Taioha'e Bay: Small World, with Sharks!
We’ve spent the last four days readjusting to having land nearby and getting into the swing of things in Nuku Hiva. Our first task was to get ourselves and Helios checked in through customs. This took us two visits to one of our new friends, Kevin. Kevin is an American and runs a Yacht Services business assisting sailors in jumping through bureaucratic hoops upon arrival. We made our first attempt to get checked in on Monday at 11:30 am; Kevin told us to come back at 7:30 am on Tuesday because the gendarmerie was closing in ten minutes. This is a pattern we’ve come to understand as the norm, businesses generally begin operating between 6 or 7 am and close before the heat of the day sets in. We’ve fallen into the same rhythm, naps being a key feature of the afternoon.
There are well over 60 boats sharing this bay with us; Taioha’e Bay is the largest, most developed village (but don’t be fooled, there’s still only one main road about a mile long) in the Marquesas and the only place to get diesel and gasoline, making it a transit point for most cruisers that pass through the region.
While waiting for Kevin, we had the chance to start to get to know some of the other cruisers in the bay. The smallness of the world quickly became apparent. Of the ten or so people we met at the time, six heralded from the Bay Area. And they seemed to get closer to home as we continued to chat, Saratoga, North Beach, Rockridge—College and Broadway, just five blocks from our home of three years. We had sundowners with a family on a neighboring cutter that made landfall just a few hours ahead of us, Asmara Sky. The captain onboard had graduated from the same small private school in Ojai, California at the same time as two of my cousins. He estimated that their graduating class had about 60 people—a small world, indeed.
Aside from making new friends, we’ve been taking walks through town and spending time jumping in the bay and cruising on the paddle board. We were swimming quite liberally, until a fateful stop at the dinghy dock. We were headed for our Tuesday morning appointment with Kevin, when Dominic slowed the motor as we approached the dock, a cement quay with a stainless steel ladder dropping to the water line. There were fisherman on the quay cleaning the day’s catch and tossing fish heads and entrails back into the water. In the water, there was a violent thrashing of fins.
“Those must be sharks,” Dominic said. And in a moment of pure denial I responded with, “No, those have to be more Manta Rays.”
Getting closer, dorsal fins came into focus, and we realized that Dominic was correct. There was a frenzy of five foot sharks feeding between ourselves and safety. And then came the moment of throat constricting terror when I realized I had been swimming in shark infested waters…I didn’t even know it! I remember being anxious about sharks during morning swim practice in high school, and that was in a chlorinated swimming pool far from the ocean. This was absolutely horrifying.

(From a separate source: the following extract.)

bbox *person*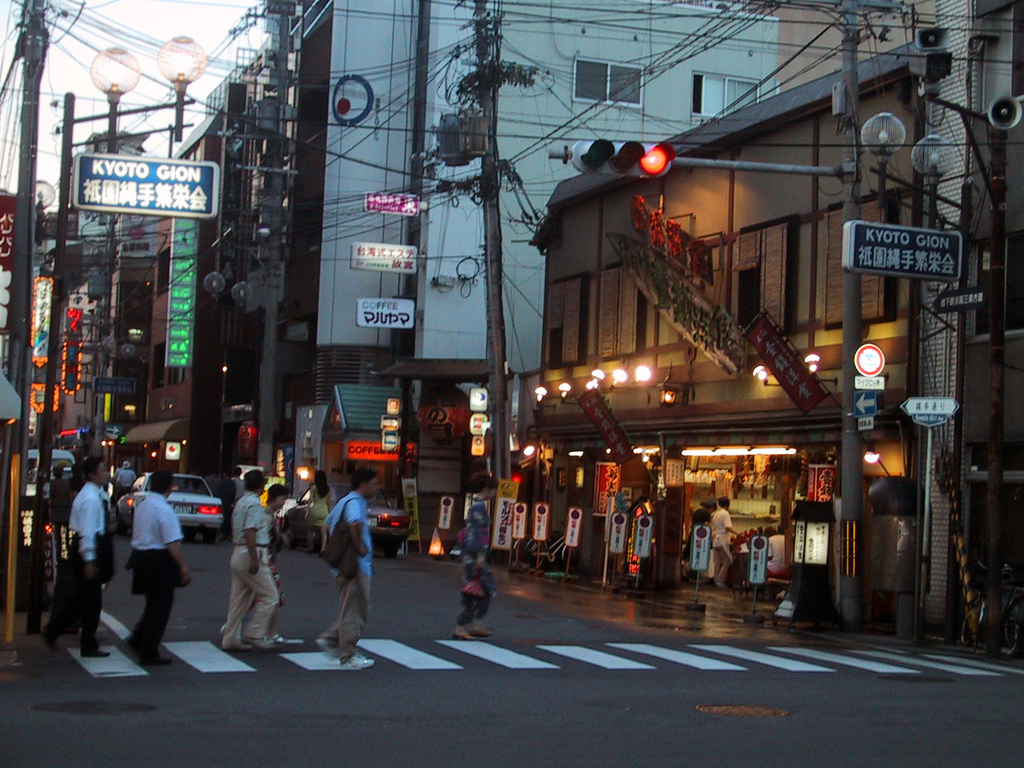
bbox(447, 465, 496, 643)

Kevin assured us it was still safe to swim, and it had been sometime since any “cruisers had been turned into lunch.” We still jump in the water to cool off, but I hop out with great efficiency. Dominic’s technique is to exert himself as the “apex predator." I’ll swim more when we have better visibility of any lesser predators beneath us, which will likely be very soon. We need to make water in a less populated bay, so we purchased fresh groceries (abundant here: tuna, eggs, tomatoes, green beans, romaine, papaya, baguette) and are probably going to raise the anchor and head west to Hakatea Bay tomorrow…if we feel like it.